The interesting overrides:

# Signatures look like prototypes to Perl::Critic
[-Subroutines::ProhibitSubroutinePrototypes]

# Enforce Readonly over constant
[ValuesAndExpressions::ProhibitConstantPragma]

# Max complexity per sub
[Subroutines::ProhibitExcessComplexity]
max_mccabe = 10

# Tell Critic about modern OO keywords
[Subroutines::ProhibitCallsToUndeclaredSubs]
exempt_subs = Object::Pad::field Object::Pad::class Future::AsyncAwait::await ...

The ProhibitSubroutinePrototypes disable is necessary if you use subroutine signatures — Critic can’t tell them apart from prototypes. ProhibitConstantPragma enforces Readonly over use constant, which avoids the gotcha where constants aren’t interpolated in strings. The exempt_subs list grows as you adopt more modern Perl modules that export keywords.

perltidy

-l=125  # Max line width is 125 cols
-i=4    # Indent level is 4 cols
-ci=4   # Continuation indent is 4 cols
-b      # Write the file inline
-vt=2   # Maximal vertical tightness
-pt=1   # Medium parenthesis tightness
-bt=1   # Medium brace tightness
-sbt=1  # Medium square bracket tightness
-nsfs   # No space before semicolons
-nolq   # Don't outdent long quoted strings

Based on PBP defaults with a wider line limit. 125 columns is GitHub’s line break point — code that fits in a GitHub PR diff without horizontal scrolling.

The tightness settings are a matter of taste. I like medium tightness everywhere — not so tight that things are hard to read, not so loose that simple expressions span multiple lines.
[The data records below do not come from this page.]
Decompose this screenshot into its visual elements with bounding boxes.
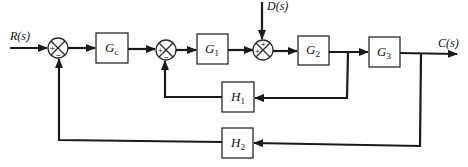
sum1-plus-sign: + — [50, 44, 55, 53]
sum1-minus-sign: − — [56, 51, 61, 60]
svg-text:R(s): R(s) — [9, 29, 30, 43]
output-label: C(s) — [438, 36, 459, 50]
input-label: R(s) — [9, 29, 30, 43]
block-g1: G1 — [197, 34, 228, 64]
block-g3: G3 — [369, 37, 400, 67]
sum3-top-plus-sign: + — [261, 40, 266, 49]
sum2-plus-sign: + — [158, 46, 163, 55]
svg-text:C(s): C(s) — [438, 36, 459, 50]
block-g2: G2 — [298, 36, 329, 65]
block-gc: Gc — [96, 33, 128, 63]
disturbance-signal: D(s) — [262, 0, 288, 39]
summing-junction-2: + − — [156, 40, 176, 62]
summing-junction-1: + − — [48, 38, 68, 60]
sum3-left-plus-sign: + — [255, 47, 260, 56]
disturbance-label: D(s) — [266, 0, 288, 13]
sum2-minus-sign: − — [164, 53, 169, 62]
output-signal: C(s) — [400, 36, 459, 54]
summing-junction-3: + + — [253, 40, 273, 60]
input-signal: R(s) — [9, 29, 47, 48]
block-diagram: R(s) + − Gc + − G1 D(s) + + — [0, 0, 468, 167]
svg-text:D(s): D(s) — [266, 0, 288, 13]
The important thing isn’t the specific settings. It’s that the settings exist, in a file, committed to the repo. Nobody argues about formatting because perltidy is the authority.

perlimports

libs                = ["lib", "t/lib"]
padding             = true
preserve_duplicates = false
preserve_unused     = false
tidy_whitespace     = true

App::perlimports manages your use statements. It removes unused imports, adds missing ones, and tidies the import lists. preserve_unused = false is the important one — dead imports accumulate fast without it.

VS Code + PerlNavigator

{
    "perlnavigator.perlPath": "carton exec -- perl",
    "perlnavigator.perlcriticEnabled": true,
    "perlnavigator.perlcriticProfile": ".perlcriticrc",
    "perlnavigator.perltidyProfile": ".perltidyrc",
    "perlnavigator.perlimportsProfile": "perlimports.toml",
    "perlnavigator.perlimportsLintEnabled": true,
    "perlnavigator.perlimportsTidyEnabled": true,
    "perlnavigator.includePaths": ["lib", "t", "local/lib/perl5"]
}

PerlNavigator by bscan is the best Perl language server right now. It runs Perl::Critic and perltidy inline, understands Carton’s local/ directory, and provides go-to-definition that actually works. The config points it at all the project-local settings so what you see in your editor matches what CI will enforce.

CI

steps:
  - uses: shogo82148/actions-setup-perl@v1
    with:
      perl-version: '5.36'

  - name: Install dependencies
    run: |
      cpanm -n Carton
      carton install --deployment

  - name: Run format check
    run: carton exec -- just fmt

  - name: Run linter
    run: carton exec -- just lint

  - name: Run tests
    run: carton exec -- just test

GitHub Actions with shogo82148/actions-setup-perl for Perl installation, Carton for dependencies, and the same just commands you run locally. The CI runs fmt, lint, and test — the same just check sequence. If it passes on your machine, it passes in CI.

What’s not here

No Moo, Moose, or Object::Pad in the starter. They’re project-specific — some things need OO, some don’t. No web framework. No database layer. This is just the floor: formatting, linting, testing, dependency isolation, CI. Everything else is a decision for the actual project.

The starter repo is on GitHub. Clone it, delete the template section from the README, and start writing code.